Today, though, Stanford neuroscientist Josef Parvizi, MD, PhD, and his colleagues have shown in a study that recalling your own experiences and performing externally oriented tasks such as arithmetical reasoning are mutually exclusive. Thatâs because the same brain circuitry that must be activated for the former to proceed must be actively suppressed during the latter activity. As I describe in a release:
The researchers showed that groups of nerve cells in a structure called the posterior medial cortex, or PMC, are strongly activated during a recall task such as trying to remember whether you had coffee yesterday, but just as strongly suppressed when youâre engaged in solving a math problem.
The PMC sits roughly where the brainâs two hemispheres meet, making it one tough place to visit, technically speaking. Yet neuroscientists would love to learn much more about the PMC, because itâs known to be a key player in introspective activities such as remembering past experiences, imagining the future, and just plain daydreaming.

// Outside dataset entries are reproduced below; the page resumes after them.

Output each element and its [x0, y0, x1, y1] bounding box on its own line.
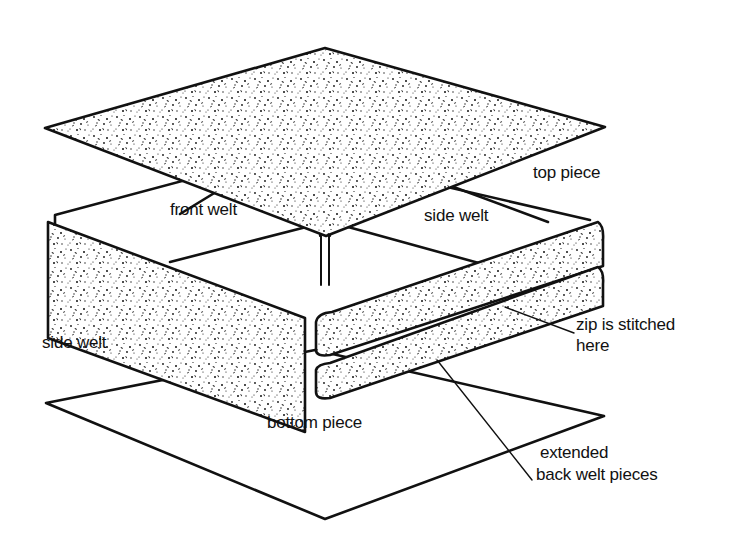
- inner-floor-edge-left: [170, 224, 318, 262]
- label-bottom-piece: bottom piece: [267, 413, 362, 432]
- label-side-welt-left: side welt: [42, 333, 106, 352]
- inner-floor-edge-right: [330, 222, 486, 265]
- label-side-welt-right: side welt: [424, 206, 488, 225]
- label-extended-line2: back welt pieces: [536, 465, 658, 484]
- label-extended-line1: extended: [540, 443, 608, 462]
- top-piece: [45, 48, 605, 236]
- label-top-piece: top piece: [533, 163, 600, 182]
- label-front-welt: front welt: [170, 200, 237, 219]
- label-zip-line2: here: [576, 336, 609, 355]
- label-zip-line1: zip is stitched: [576, 315, 675, 334]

So Parvizi and his team turned to epileptics for assistance. These patients, whose seizures were unresponsive to drug therapy, had already had small sections of their skulls removed and plastic packets containing electrodes placed at the surface of their exposed brains. Their brain activity was then monitored for close to a week, so when seizures inevitably came, their exact point of origination could be identified. Then, surgeons could excise a tiny piece of tissue at that spot, breaking the positive-feedback loop of electrical-wave amplification that is a seizure.
Five to seven days of lying in a hospital bed leaves these people,  shall we say, bored out of their skulls, yet perfectly conscious.
Finding eight patients whose electrodes were situated close to the PMC region (the brainâs hemispheres are spaced far enough apart to shoehorn in an electrode-containing packet without causing any damage or pain), Parviziâs team got their permission to do a study requiring no further medical manipulation and only modest mental effort. The volunteers were given laptops on which appeared batteries of true/false statements about memory (âI had coffee this morningâ) or math (â67 + 6 = 75âł) and recorded activity in the PMC.
The result: All the brain circuits flagged by the electrodes as highly active during the recall exercise were not merely passively silent, but actively suppressed, during arithmetical calculation. âItâs essentially impossible to do both at once,â says Parvizi.
And another important point about the work, pointed out to me by Parvizi: Epileptics are the unsung heroes of brain research. Much of what we know about how our cerebral operating systems is the result of these patientsâ willingness to put their brains in the service of scientific research – literally.